Disposition of the Dead*

I first came to this topic because Lynn and I were trying to decide what to do. We’d always thought we’d be cremated, but green burials seemed like a good idea and if I’m honest, it was the lovely basket coffin with its cotton bedding we saw on a hospice tour of Stubberfields Funeral Home that really attracted me. So tasteful. So comfortable.

And the Cranberry cemetery is beautiful. A little sedate – not much room for flair – but peaceful and sunny. If we were cremated, we could also go to the Kelly Creek cemetery. It is lovely and crazy. But do our kids want to do something zany to remember us by? It’s not really their style. We’ll have to take them there and see what they think.

The Holy Cross Cemetery on Nassichuk Road in Kelly Creek

While researching this, my mother, who was 99 and in good health, suddenly declined and we were, while mourning her death, busy putting into action her wishes about cremation, burial, and funeral. It brought back lots of memories, or their lack.

When my dad died in 1970, it was very sudden – post-polio syndrome. He was right upstairs when my mom came down to tell us, but I didn’t go to see him. I don’t know why. My brother remembers going. I was in a very strange place. Friends came by and what I mostly remember is I wasn’t wearing my usual mascara and eyeliner. Of course, no one noticed, but I stopped wearing it after that. It seemed pointless. Went back to school within a day or two.

Dad wasn’t cremated until his parents were able to get here from Saskatchewan. They wanted to see him. I think they asked me if I wanted to go with them to the funeral home, but I didn’t. Was he in the church for the funeral? I don’t remember. As I said, I was in a strange sixteen-year-old frame of mind.
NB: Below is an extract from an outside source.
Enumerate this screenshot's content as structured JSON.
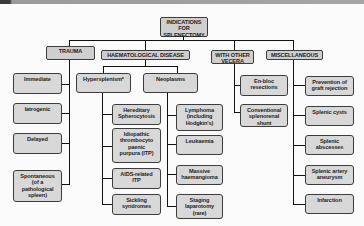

I must have had some notion that cremation meant the body disappeared – that there was nothing left. There was no talk of ashes, of burying them or of spreading them. I didn’t think much about it until years later. I asked Mom. She’d left them at the funeral home. He was gone, she said. The ashes held no significance for her. After that Stubberfields tour, I asked the director Patrick Gisle what he did with ashes left behind. I actually wondered if they could still be there, fifty years later. He told me it happens regularly and he has a few quiet places he spreads them.
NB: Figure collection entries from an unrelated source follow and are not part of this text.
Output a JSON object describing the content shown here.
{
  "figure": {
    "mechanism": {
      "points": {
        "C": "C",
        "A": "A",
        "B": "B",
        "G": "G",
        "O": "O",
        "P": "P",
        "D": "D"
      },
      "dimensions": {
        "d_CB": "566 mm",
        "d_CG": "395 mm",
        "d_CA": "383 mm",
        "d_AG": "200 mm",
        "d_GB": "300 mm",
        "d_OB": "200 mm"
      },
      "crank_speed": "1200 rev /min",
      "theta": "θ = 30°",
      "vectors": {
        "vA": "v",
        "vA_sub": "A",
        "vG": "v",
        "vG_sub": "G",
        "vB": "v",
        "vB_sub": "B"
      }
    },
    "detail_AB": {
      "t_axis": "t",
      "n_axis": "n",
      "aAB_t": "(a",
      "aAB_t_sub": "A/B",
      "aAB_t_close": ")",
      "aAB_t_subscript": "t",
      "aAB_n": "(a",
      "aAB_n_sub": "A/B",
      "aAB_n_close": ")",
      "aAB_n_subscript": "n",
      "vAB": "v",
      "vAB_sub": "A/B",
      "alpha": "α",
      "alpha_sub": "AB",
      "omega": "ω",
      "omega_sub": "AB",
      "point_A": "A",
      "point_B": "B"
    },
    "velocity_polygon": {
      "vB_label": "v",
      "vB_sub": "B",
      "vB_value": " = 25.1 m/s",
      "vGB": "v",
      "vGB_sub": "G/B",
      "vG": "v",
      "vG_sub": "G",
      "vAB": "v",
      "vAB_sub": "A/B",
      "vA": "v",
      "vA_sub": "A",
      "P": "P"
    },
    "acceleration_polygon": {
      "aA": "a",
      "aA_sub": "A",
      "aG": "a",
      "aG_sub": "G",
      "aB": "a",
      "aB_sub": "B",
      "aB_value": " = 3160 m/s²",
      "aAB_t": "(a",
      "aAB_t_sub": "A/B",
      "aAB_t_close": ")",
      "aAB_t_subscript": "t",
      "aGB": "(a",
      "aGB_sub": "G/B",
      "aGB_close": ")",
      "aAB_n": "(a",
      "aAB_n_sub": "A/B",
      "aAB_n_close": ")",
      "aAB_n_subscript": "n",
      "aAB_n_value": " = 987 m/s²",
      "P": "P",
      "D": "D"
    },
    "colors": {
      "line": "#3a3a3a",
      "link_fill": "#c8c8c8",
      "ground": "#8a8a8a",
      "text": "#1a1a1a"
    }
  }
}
I suspect Dad’s parents would have liked to bury them in the lovely little prairie cemetery where they’re now buried. There’s something beautiful about the expanse of land and that big prairie sky. Dad might have liked it too. He was at heart, I think, a prairie man. My friend Margaret’s family has a private graveyard in Manitoba, near what’s left of the family farm. On her regular trips to the small town where her brother David lived until his death a couple of years ago, she tends to the graves, which go back at least four generations.  She has a deep sense of attachment to the place and its history. She’s thinking she’ll have her ashes buried there.

Cemeteries give a kind of permanence to the disposition. They form part of the historical record and can become places of both private and more public pilgrimages.  I remember visiting, in 1977, the grave of the poet John Keats in the Protestant cemetery in Rome just after going to the rooms beside the Spanish Steps where he died of TB in 1821. He was 25, a year older than I was then. I’d been reading his letters. His friend, painter Joseph Severn, described his death: In the afternoon he uttered his last words ‘Severn-I–lift me up–I am dying–I shall die easy–don’t be frightened–be firm, and thank God it has come!’ That night he expired, ‘so quiet’ that Severn still thought he slept. I found myself in tears – so moved by his youth and his generous heart. His epitaph broke my heart: Here lies one whose name is writ in water.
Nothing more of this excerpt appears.